Required action: With the pictures left out, please write out exactly each line from the one containing "Identify the location of more-options-button: ···." through the end of the material.

Exercise material:
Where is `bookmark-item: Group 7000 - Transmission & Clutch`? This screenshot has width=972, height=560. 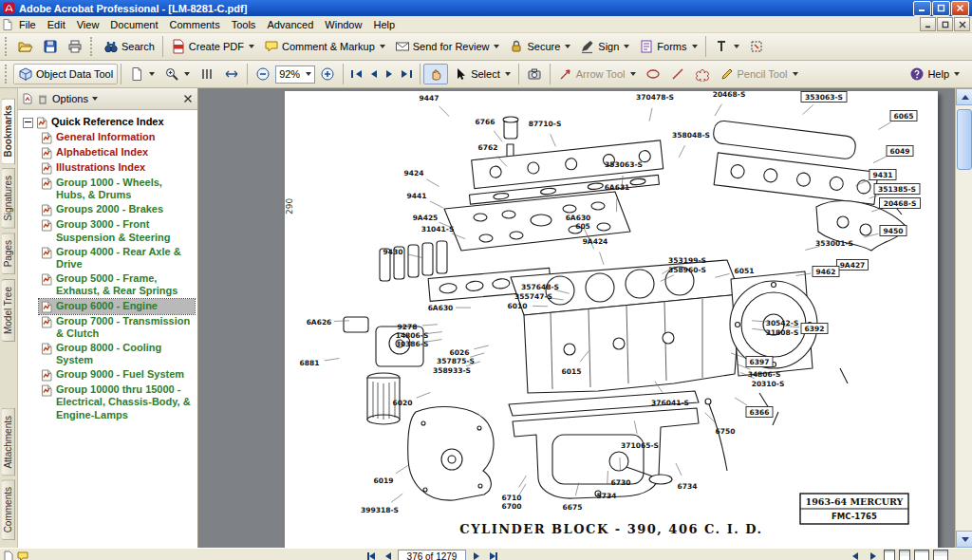
bookmark-item: Group 7000 - Transmission & Clutch is located at coordinates (117, 327).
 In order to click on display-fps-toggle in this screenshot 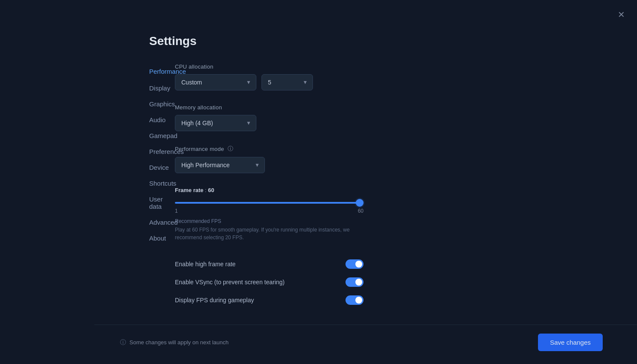, I will do `click(355, 300)`.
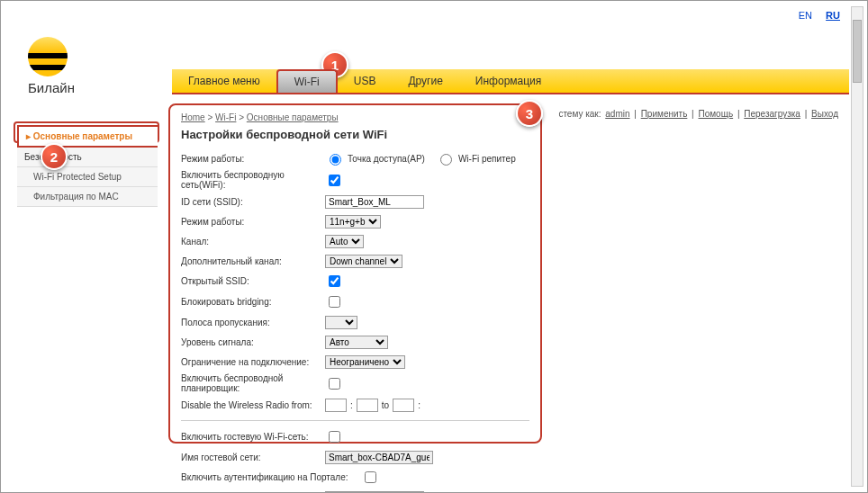 The width and height of the screenshot is (868, 493). I want to click on workmode-label: Режим работы:, so click(253, 221).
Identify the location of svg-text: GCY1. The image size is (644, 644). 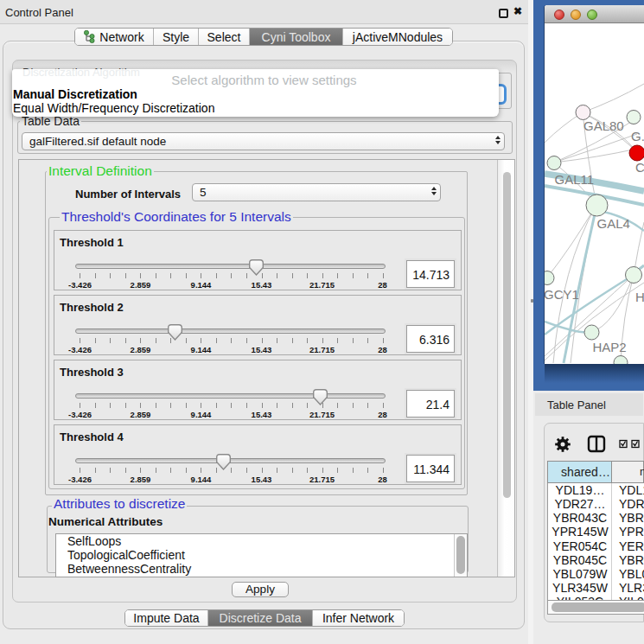
(562, 294).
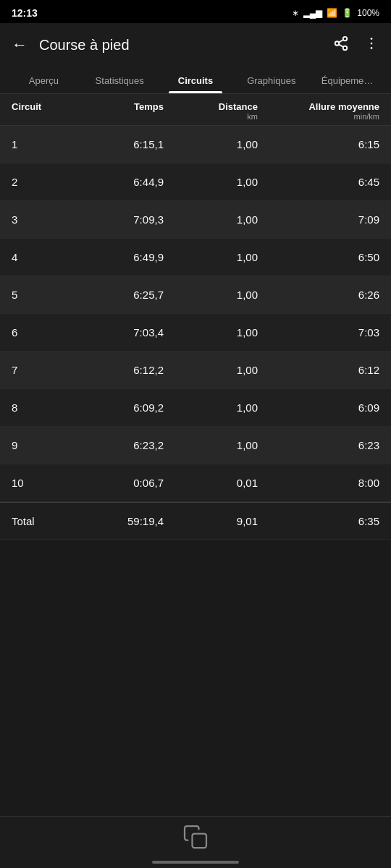 This screenshot has width=391, height=868. What do you see at coordinates (348, 13) in the screenshot?
I see `battery-icon: 🔋` at bounding box center [348, 13].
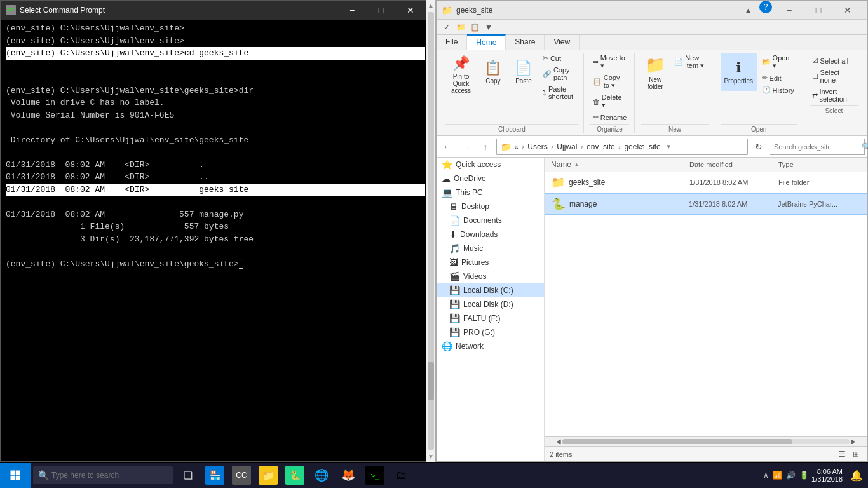 Image resolution: width=868 pixels, height=488 pixels. What do you see at coordinates (348, 475) in the screenshot?
I see `firefox-button: 🦊` at bounding box center [348, 475].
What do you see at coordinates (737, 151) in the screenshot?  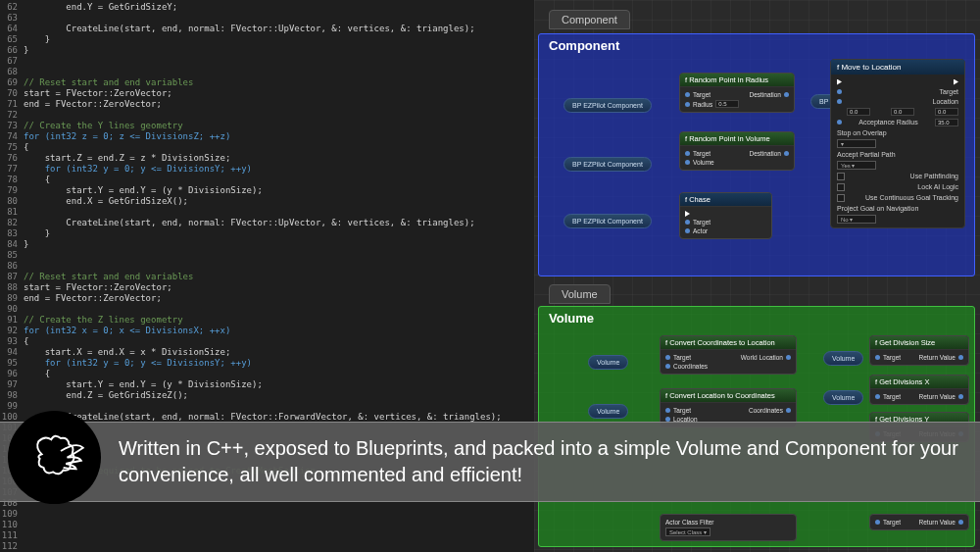 I see `node-random-volume: f Random Point in Volume TargetDestinati…` at bounding box center [737, 151].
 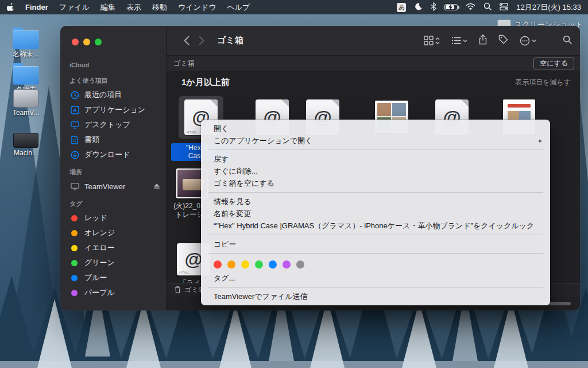 I want to click on menu-bar-clock: 12月27日(火) 15:33, so click(x=549, y=7).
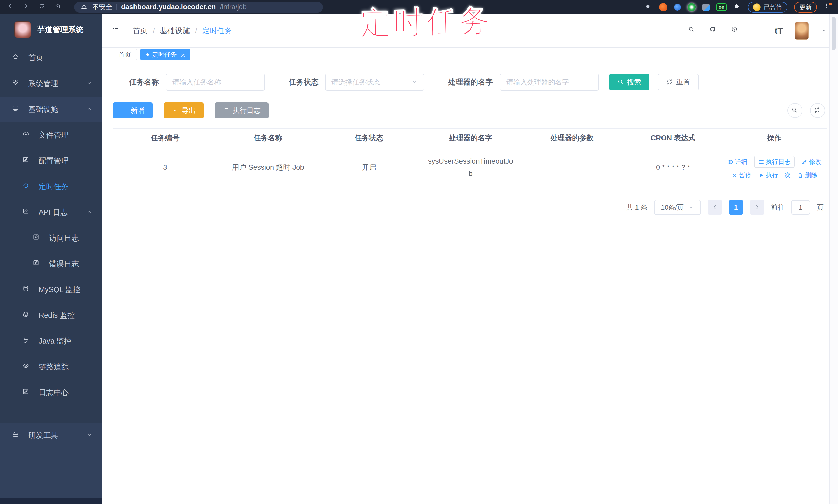  I want to click on row-exec-log-link: 执行日志, so click(774, 162).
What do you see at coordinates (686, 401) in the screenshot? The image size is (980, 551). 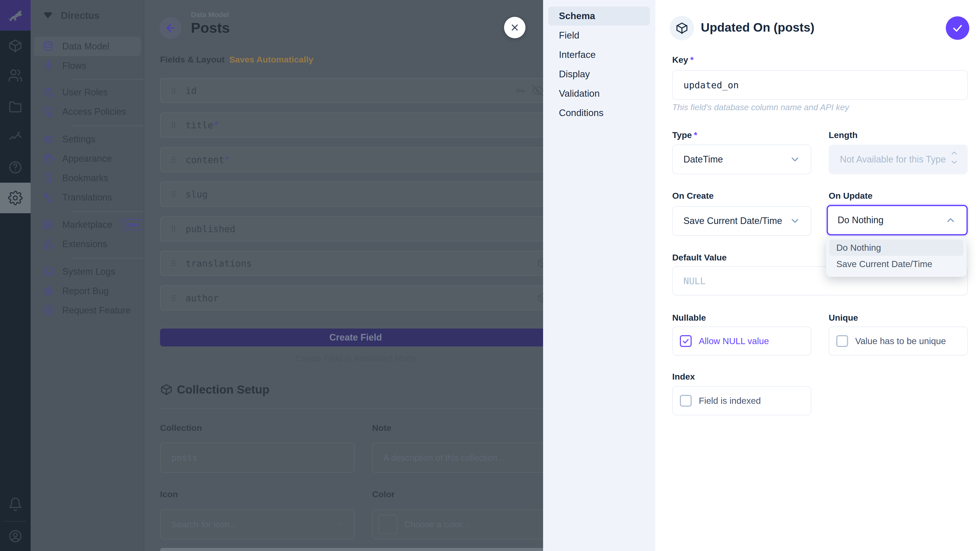 I see `index-checkbox` at bounding box center [686, 401].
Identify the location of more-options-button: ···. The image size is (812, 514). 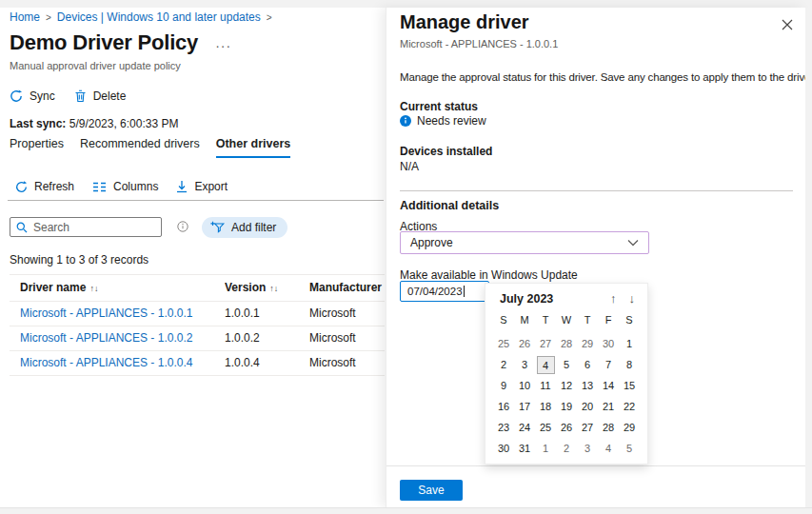
(223, 46).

Exercise answer:
Identify the location of more-options-button: ···. The image size is (812, 514). 
(223, 46).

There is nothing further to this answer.